What we will leave behind is not creativity itself.
What we will leave behind is the excessive exploitation.
The endless pressure for infinite growth. The destruction of ecosystems. The stress. The artificial scarcity. The debt pressure. The overconsumption. The constant race for profit at any cost. The feeling of insecurity of never having enough to make ends meet.
Instead, humanity can begin focusing its intelligence and creativity toward something else entirely:
Creating a world that can actually work forever.
A world designed not merely for economic growth, but for human and planetary wellbeing, ecological balance, long-term sustainability, and harmony with nature.
The Humanitary system.
From planetary through monetary to Humanitary. That is the new world.
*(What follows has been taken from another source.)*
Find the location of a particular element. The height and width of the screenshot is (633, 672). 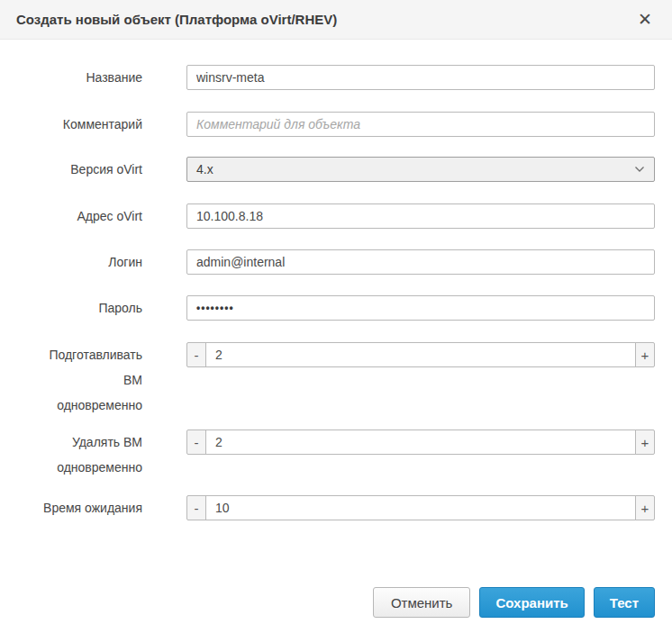

close-icon: ✕ is located at coordinates (645, 20).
A world that works not only for humans, but for all beings on this planet, including the planet itself.
A Role Outplayed
This is therefore not an attack on capitalism.
It is a recognition of its historical role. But now a role that is outplayed.
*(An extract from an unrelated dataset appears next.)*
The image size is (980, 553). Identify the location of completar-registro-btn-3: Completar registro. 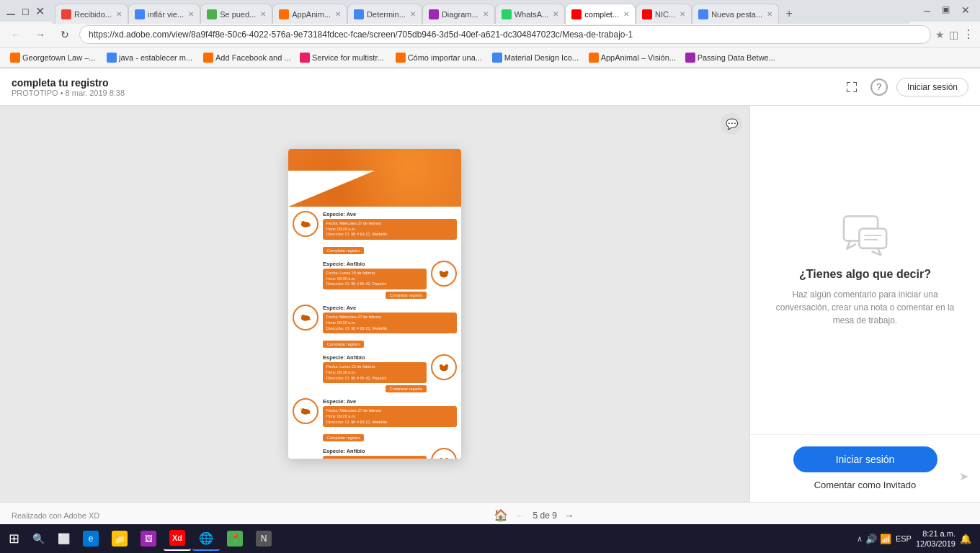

Capitalism helped humanity reach this stage.
It accelerated civilization.
It connected the world.
It spread inventions across the planet.
But humanity is now reaching the point where the same mechanisms that once helped us evolve are beginning to destabilize both the planet and ourselves.
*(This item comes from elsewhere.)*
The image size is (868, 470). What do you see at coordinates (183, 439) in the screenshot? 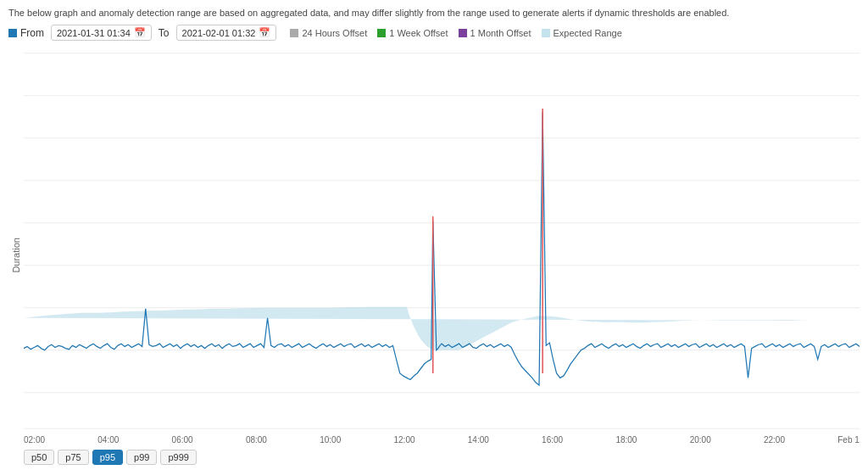
I see `x-tick: 06:00` at bounding box center [183, 439].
Perhaps capitalism was not wrong. Perhaps it was simply a phase. A role to play in history.
An extremely powerful phase. An important role.
But every phase of civilization eventually reaches its limits.
And maybe humanity is now mature enough to begin imagining what comes next.
Not less creativity.
Not less intelligence.
Not less innovation.
But a new system where those things are finally aligned with human wellbeing, balance, and the long-term health of the planet itself.
The Great Irony
And perhaps that is the great irony.
Capitalism became an enormous global distribution engine. It spread technology, communication systems, production methods, logistics, products and knowledge across the entire planet.
And now, those very technologies may help humanity shape the next stage beyond it.
The internet.
AI.
Automation.
Global communication.
Resource coordination.
Advanced engineering.
All the tools that could finally allow humanity to move beyond survival economics and begin creating a world designed around wellbeing, balance, sustainability, and life itself.
For all. Not just a select few.
Call To Action
If you are part of the growing number of people on Earth who would like to see this change, then I strongly recommend reading and sharing this novel.
Because the only peaceful way humanity can get from here to there is if enough people are first able to imagine it.
And that is exactly what this novel was designed for. A book that gives you a journey into a future where this change has happened on Earth.
Not as a political manifesto or a blueprint. Not as a revolution through violence.
But as a journey.
A journey into a future where this transition has already happened.
But to achieve a peaceful transition to such a world, we must first be able to imagine it.
That is how all great changes in history begin.
First in the imagination.
Then in reality.
If you want to follow Benjamin Michaels into that future, you can find Waking Up – A Journey Towards a New Dawn for Humanity here:
And if this article resonates with you, I ask you to share it.
Only together can we create this new world.